Bottoms follows best friends PJ (Sennott) and Josie (Edebiri), proclaimed the “gay, ugly, and untalented” kids at their high school. In an attempt to try and hookup with the cheerleaders they’re in love with, they’ve devised a convoluted plan to convince all the other kids that they are dangerous juvenile delinquents interested in creating an all-girl fight club. It’s silly and purposely so, a wink at the kinds of comedies they used to make in the '80s like Revenge of the Nerds, mixed with the raunchy rancor of Superbad and tongue-in-cheek intelligence of Mean Girls, but for the queer ladies of Gen Z.

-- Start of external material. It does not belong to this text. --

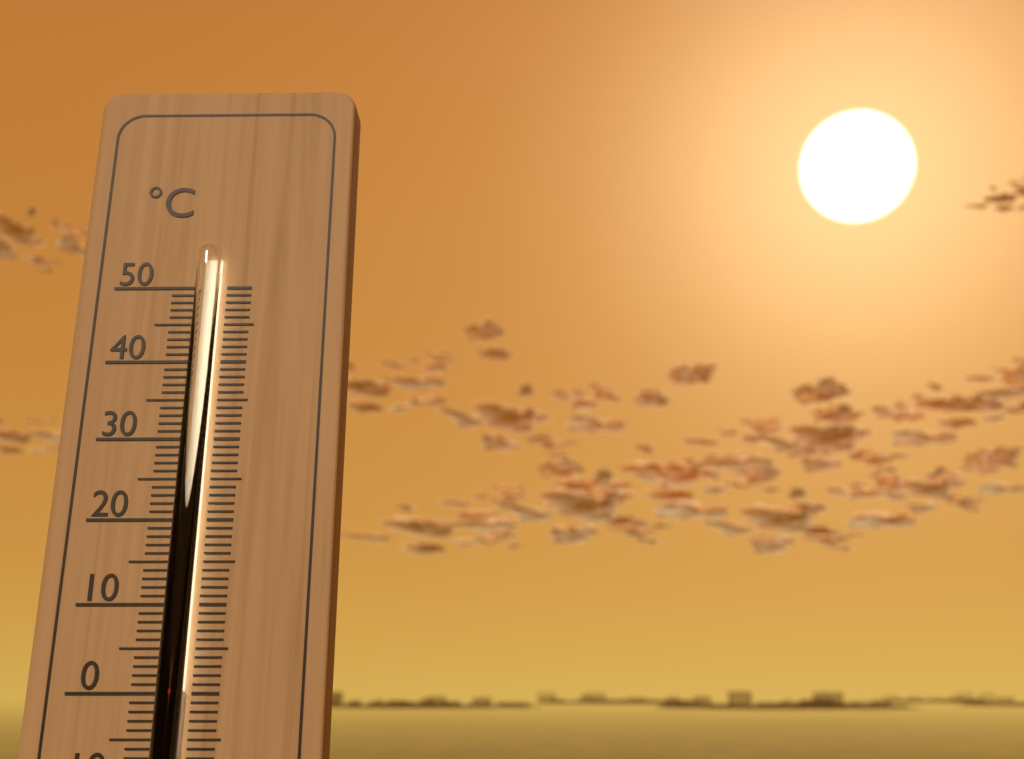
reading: 1 °C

Bottoms sprints at a joke-a-minute pace, ratcheting up the absurdity along with the violence, and satirizing the very idea of teen comedies. The most impressive thing about Bottoms isn’t the jokes, but how much it respects its audience in a way that studio movies haven’t in a long time—particularly young ones. As the movie business has turned into a full-time IP factory, the movies have grown more and more condescending and sophomoric. Audiences are treated like children who need their hands held through Easter eggs and plot contrivances. With social justice initiatives, including #MeToo and Black Lives Matter, as well as younger audiences' calls for progressive imagery, the response has been to simply regurgitate the same garbage that came before but in a more “diverse package,” or to make things in which characters are constantly telling you their feelings. The movies haven’t always been great at letting different perspectives tell their stories in their own unique voices that don't include a guided escort.
What was most enjoyable about Bottoms was how not-precious it is. The movie makes glib and on occasion macabre jokes about sexuality, feminism, murder, and liberal politics. And then violence becomes the dressing on this dark comic salad, showing its characters' bloody noses and mouths and swollen eyes like badges of pride. Bottoms is also a showcase for its centerpiece stars: Sennott and Edebiri are potential superstars in the making. If that wasn't evident before, it certainly was to me when I made note of the audience's reaction to them and their comedy stylings. And when those two aren't bringing the house down, the movie finds another stealth MVP in former Seahawk Marshawn Lynch, who is funny way beyond the gimmick of simply having him in this kind of a movie.
It's not my place to declare any movie significant to a generation I'm now too old to understand, but there is something so gratifying in this movie's devilish, internet-hardened sense of humor that makes me hopeful it can spark a wave of similarly minded comedy. And taking movie ideas and remixing them from another's perspective is potentially more interesting than simply regorging the same content but with differently hued actors. The creativity and fun is evident in every cell of the movie, and it's infectious. Despite claims to the contrary, comedy is alive and a new generation is ready to do it its own way.